Pritesh Damani, CTO, The Real Brokerage
Illustration by Lanette Behiry/Adobe Stock

CTO gets Real about new AI tools, and risks 

ChatGPT is not hard to add to your site. The challenge comes in doing it the right way, so you don’t hurt your brand with “hallucinations.”

May 5, 2023
3 minutes

Key points:

  • The Real Brokerage is launching Leo, a digital personal assistant for agents.
  • Unlike ChatGPT, Leo has access to proprietary information.
  • Zillow and Redfin unveiled new ChatGPT plugins, while Realtor’s AI-powered Dream Home creates a picture and finds listings to match.

Jumping on the ChatGPT bandwagon may be easier than you think — but if you do it without guardrails, it could take you right off a cliff.

Pritesh Damani, chief technology officer at The Real Brokerage, said "any engineer" can put ChatGPT on your website in just a few hours.

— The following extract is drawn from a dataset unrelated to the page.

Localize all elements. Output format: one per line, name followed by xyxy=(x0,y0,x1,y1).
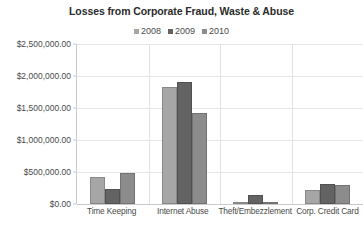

But that could be a huge mistake.

The No. 1 risk would be brand damage, Damani told a room full of industry leaders gathered this week for the T3 Leadership Summit in Naples, Florida. (Note: T3 Sixty and Real Estate News share a founder, Stefan Swanepoel.)

"I would not want to put our brand Real on top of a bot and just say hey, ask me anything. It could pull out stuff that makes no sense."

That's why Real's newly announced digital personal assistant, Leo, is actually not a ChatGPT product. But it is a GPT, built using proprietary data from Real's transaction management platform, reZEN.

Wait, what?

The ABCs of GPTs

Here's the deal: GPT stands for "generative pre-trained transformer." It's OK if you don't remember that, though you might lose at trivia. What's important to know is that GPT is "trained" by large collections of information to produce natural-sounding text.

ChatGPT is a type of GPT created specifically for conversations. It's trained by the internet, albeit with some curation, and prone to "hallucinations."

Both ChatGPT and GPT are types of artificial intelligence (AI) because they use machine learning to process and generate human-like language — something that once required actual human intelligence.

With Leo, a real estate agent can say "What's my commission from my last transaction?" or "Show me the contract I sent out two months ago" and get real-time answers derived from Real's own data — which ChatGPT does not have access to.

Meanwhile, Real gets fewer calls from agents and greater efficiency in a tight-margin business.

Zillow, Redfin and Realtor add new AI products

Zillow and Redfin both announced ChatGPT plugins this week, which will allow ChatGPT users with plugin access to find homes by describing them in conversational terms: "Show me a house with three bedrooms, a basement and a view of the mountain." Zillow previously unveiled a natural-language search feature for its mobile app. 

Realtor.com's new AI-powered "Dream Home," meanwhile, will generate a picture based on your text description and show you homes that match it visually. Unlike Zillow and Redfin's plugins, it does not require a user to have any sort of direct engagement with ChatGPT.

If all this AI stuff feels like it's happening insanely fast, that's because it is.

ChatGPT only launched on Nov. 30, but it acquired more than a million users in a matter of days —  and more than 100 million users by January.

"It's kind of a joke, but eight months ago, everybody was talking about NFTs, like everything in real estate needs to be an NFT, right? Now everyone is talking about ChatGPT," Damani said.

And while there is risk to using ChatGPT without knowing its limitations, it should be viewed not as a threat, but as a utility to make some things easier, Damani said.

"I truly believe the world will change meaningfully the same way Google Search changed the world meaningfully."